Street Musique won the Grand Prize at the Melbourne International Film Festival in 1973, which included a cash prize of A$2,500 from the Government of Victoria in Australia.[7] The film also received the Jury's First Prize at the Berlin Film Festival of Animated Films.[8][9] Larkin was fond of the Melbourne International Film Festival award because Street Musique "was a ten minute film up against all kinds of complicated feature films".[3] He used the prize money to support young artists in Montreal, to whom he rented his nine-room apartment for C$100.[10]

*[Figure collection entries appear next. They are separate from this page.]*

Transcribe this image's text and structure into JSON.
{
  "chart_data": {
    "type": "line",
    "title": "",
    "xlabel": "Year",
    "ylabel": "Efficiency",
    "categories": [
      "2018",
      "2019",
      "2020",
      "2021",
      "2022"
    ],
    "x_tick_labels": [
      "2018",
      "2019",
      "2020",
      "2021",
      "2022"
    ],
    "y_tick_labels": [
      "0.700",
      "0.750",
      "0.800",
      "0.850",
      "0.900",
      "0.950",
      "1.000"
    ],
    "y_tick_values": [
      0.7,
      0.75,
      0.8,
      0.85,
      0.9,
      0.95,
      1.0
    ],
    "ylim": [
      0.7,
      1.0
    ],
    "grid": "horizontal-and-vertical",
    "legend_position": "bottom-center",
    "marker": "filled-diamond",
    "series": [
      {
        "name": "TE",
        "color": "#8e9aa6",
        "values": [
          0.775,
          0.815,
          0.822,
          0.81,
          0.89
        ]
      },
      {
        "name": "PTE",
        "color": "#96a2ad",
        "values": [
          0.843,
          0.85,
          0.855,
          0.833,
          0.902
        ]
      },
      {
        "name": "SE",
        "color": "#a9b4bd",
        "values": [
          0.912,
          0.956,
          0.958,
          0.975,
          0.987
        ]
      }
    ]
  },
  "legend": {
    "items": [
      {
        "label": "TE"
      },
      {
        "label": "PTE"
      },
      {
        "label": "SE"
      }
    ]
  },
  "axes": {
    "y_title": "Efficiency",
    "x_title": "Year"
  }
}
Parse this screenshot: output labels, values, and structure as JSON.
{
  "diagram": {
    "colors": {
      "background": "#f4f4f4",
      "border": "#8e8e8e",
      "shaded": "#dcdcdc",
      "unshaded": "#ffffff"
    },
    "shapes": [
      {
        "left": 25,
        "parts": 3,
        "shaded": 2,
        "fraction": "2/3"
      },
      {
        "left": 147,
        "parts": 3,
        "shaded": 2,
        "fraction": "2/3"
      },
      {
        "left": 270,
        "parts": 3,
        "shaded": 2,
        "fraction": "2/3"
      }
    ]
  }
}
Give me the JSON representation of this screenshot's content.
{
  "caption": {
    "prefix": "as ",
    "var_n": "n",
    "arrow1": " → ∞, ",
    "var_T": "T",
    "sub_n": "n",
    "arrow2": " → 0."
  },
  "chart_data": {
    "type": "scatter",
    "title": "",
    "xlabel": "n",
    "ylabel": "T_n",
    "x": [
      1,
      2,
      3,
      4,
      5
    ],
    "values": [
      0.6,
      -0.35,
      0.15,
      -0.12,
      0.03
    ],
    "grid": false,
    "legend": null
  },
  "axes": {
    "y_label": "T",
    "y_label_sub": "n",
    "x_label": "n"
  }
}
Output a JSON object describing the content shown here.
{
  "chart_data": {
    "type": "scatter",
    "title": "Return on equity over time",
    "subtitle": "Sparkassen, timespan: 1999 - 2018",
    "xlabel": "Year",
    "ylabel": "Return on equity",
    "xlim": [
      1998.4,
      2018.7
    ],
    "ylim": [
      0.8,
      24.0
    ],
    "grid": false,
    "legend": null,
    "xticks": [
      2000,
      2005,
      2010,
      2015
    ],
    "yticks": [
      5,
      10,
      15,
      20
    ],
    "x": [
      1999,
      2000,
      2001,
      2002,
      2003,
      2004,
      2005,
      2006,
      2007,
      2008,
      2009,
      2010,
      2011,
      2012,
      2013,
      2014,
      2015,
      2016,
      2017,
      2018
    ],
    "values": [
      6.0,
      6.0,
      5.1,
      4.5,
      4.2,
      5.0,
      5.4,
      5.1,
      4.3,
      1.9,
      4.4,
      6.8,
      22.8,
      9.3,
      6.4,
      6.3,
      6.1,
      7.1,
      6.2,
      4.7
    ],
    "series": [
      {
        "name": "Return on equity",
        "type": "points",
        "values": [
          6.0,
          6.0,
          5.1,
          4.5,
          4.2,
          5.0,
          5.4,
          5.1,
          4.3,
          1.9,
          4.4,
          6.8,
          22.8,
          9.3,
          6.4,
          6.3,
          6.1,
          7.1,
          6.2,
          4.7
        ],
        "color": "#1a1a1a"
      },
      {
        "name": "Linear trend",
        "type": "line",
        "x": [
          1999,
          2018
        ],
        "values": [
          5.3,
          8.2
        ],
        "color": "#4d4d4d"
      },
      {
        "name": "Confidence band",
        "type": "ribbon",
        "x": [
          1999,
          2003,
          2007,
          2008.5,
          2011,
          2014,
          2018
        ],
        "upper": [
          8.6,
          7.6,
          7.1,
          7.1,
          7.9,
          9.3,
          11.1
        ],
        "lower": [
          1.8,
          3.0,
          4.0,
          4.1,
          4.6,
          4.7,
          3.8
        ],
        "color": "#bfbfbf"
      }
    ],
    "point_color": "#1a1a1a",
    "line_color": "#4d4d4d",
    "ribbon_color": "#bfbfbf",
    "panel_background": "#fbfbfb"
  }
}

In 2000, after having lived on the streets in Montreal and spending his nights at the Old Brewery Mission, Larkin met Chris Robinson.[11][12] During a discussion, Larkin told Robinson that after creating Street Musique, he was bereft of ideas for new projects.[13] Robinson invited Larkin to be a member of the selection committee for the Ottawa International Animation Festival.[14] The other three members were Chris Landreth, Pjotr Sapegin, and Andrei Svislotksi,[15] none of whom were aware of Larkin's identity.[16] After reviewing selections, they screened each other's films.[17] Larkin was last, showing Walking, Street Musique, and Syrinx.[17] Landreth was immediately inspired to create a documentary film about Larkin's life, which became Ryan.[18] The animated documentary incorporated in their entirety Street Musique and Walking.[19] Larkin's character in Ryan is animated to dance with characters from Street Musique.[20]

Notes

gollark: They should really just accept people using what's basically now the standard gender neutral pronoun.
gollark: You should probably just always use "they" if in doubt, or indeed all the time on the internet because it's more convenient than trying to remember genders or whatever.
gollark: Fortunately not that many people here, at least.
gollark: Or refuse to apply any actual thinking, sometimes...
gollark: <@236628809158230018> I can understand not knowing things or not knowing where the manual is, but some silly triangles refuse to read perfectly good docs.

References

  • Armitage, John, ed. (2011). Virilio Now: Current Perspectives in Virilio Studies. Polity. ISBN 9780745648781.CS1 maint: ref=harv (link)
  • Cowie, Peter (1974). International Film Guide 1974.CS1 maint: ref=harv (link)
  • Dixon, Guy (25 February 2005). "NFB hopefuls clutch hot tickets". The Globe and Mail. Retrieved 2 February 2014.CS1 maint: ref=harv (link)
  • Evans, Gary (1991). In the National Interest: A Chronicle of the National Film Board of Canada from 1949 to 1989. University of Toronto Press. ISBN 0802068332.CS1 maint: ref=harv (link)
  • Martinelli, Lawrence Thomas (July 2012). Il documentario animato. Un nuovo genere di racconto del reale e i suoi protagonisti internazionali [The animated documentary. A new kind of account of the real and its international protagonists] (in Italian). Latina: Tunué. ISBN 9788897165446.CS1 maint: ref=harv (link)
  • Pillon, Nancy Bach (1983). Reaching Young People Through Media. Libraries Unlimited. ISBN 0872873692.CS1 maint: ref=harv (link)
  • Robertson, Barbara (July 2004). "Psychorealism". Computer Graphics World. 27 (7).CS1 maint: ref=harv (link)
  • Robinson, Chris (2005). Unsung Heroes of Animation. John Libbey Publishers. ISBN 0861966651.CS1 maint: ref=harv (link)
  • Robinson, Chris (2007). The Animation Pimp. Cengage Learning. ISBN 9781435457935.CS1 maint: ref=harv (link)
  • Robinson, Chris (2009). Ballad of a Thin Man: In Search of Ryan Larkin. Cengage Learning. ISBN 9781598639087.CS1 maint: ref=harv (link)
  • Singer, Gregory (4 June 2004). "Landreth on 'Ryan'". Animation World Network. Retrieved 4 January 2014.CS1 maint: ref=harv (link)
  • Stone, M.J. (12 March 2007). "Ryan Larkin, filmamker and derelict, 1943-2007". The Globe and Mail. Retrieved 4 January 2014.CS1 maint: ref=harv (link)
  • Teninge, Annick (18 July 2000). "Canadian Animators Lead The Pack At Ottawa 00". Animation World Network. Retrieved 4 January 2014.CS1 maint: ref=harv (link)
  • New Canadian Film. 3. Cinémathèque québécoise, Cinémathèque canadienne. Cinémathèque québécoise. 1971.CS1 maint: others (link)
  • Previews. R. R. Bowker Company. 5. 1976. Missing or empty |title= (help)
  • "Canadian film tops festival". The Age. 11 June 1973. p. 2.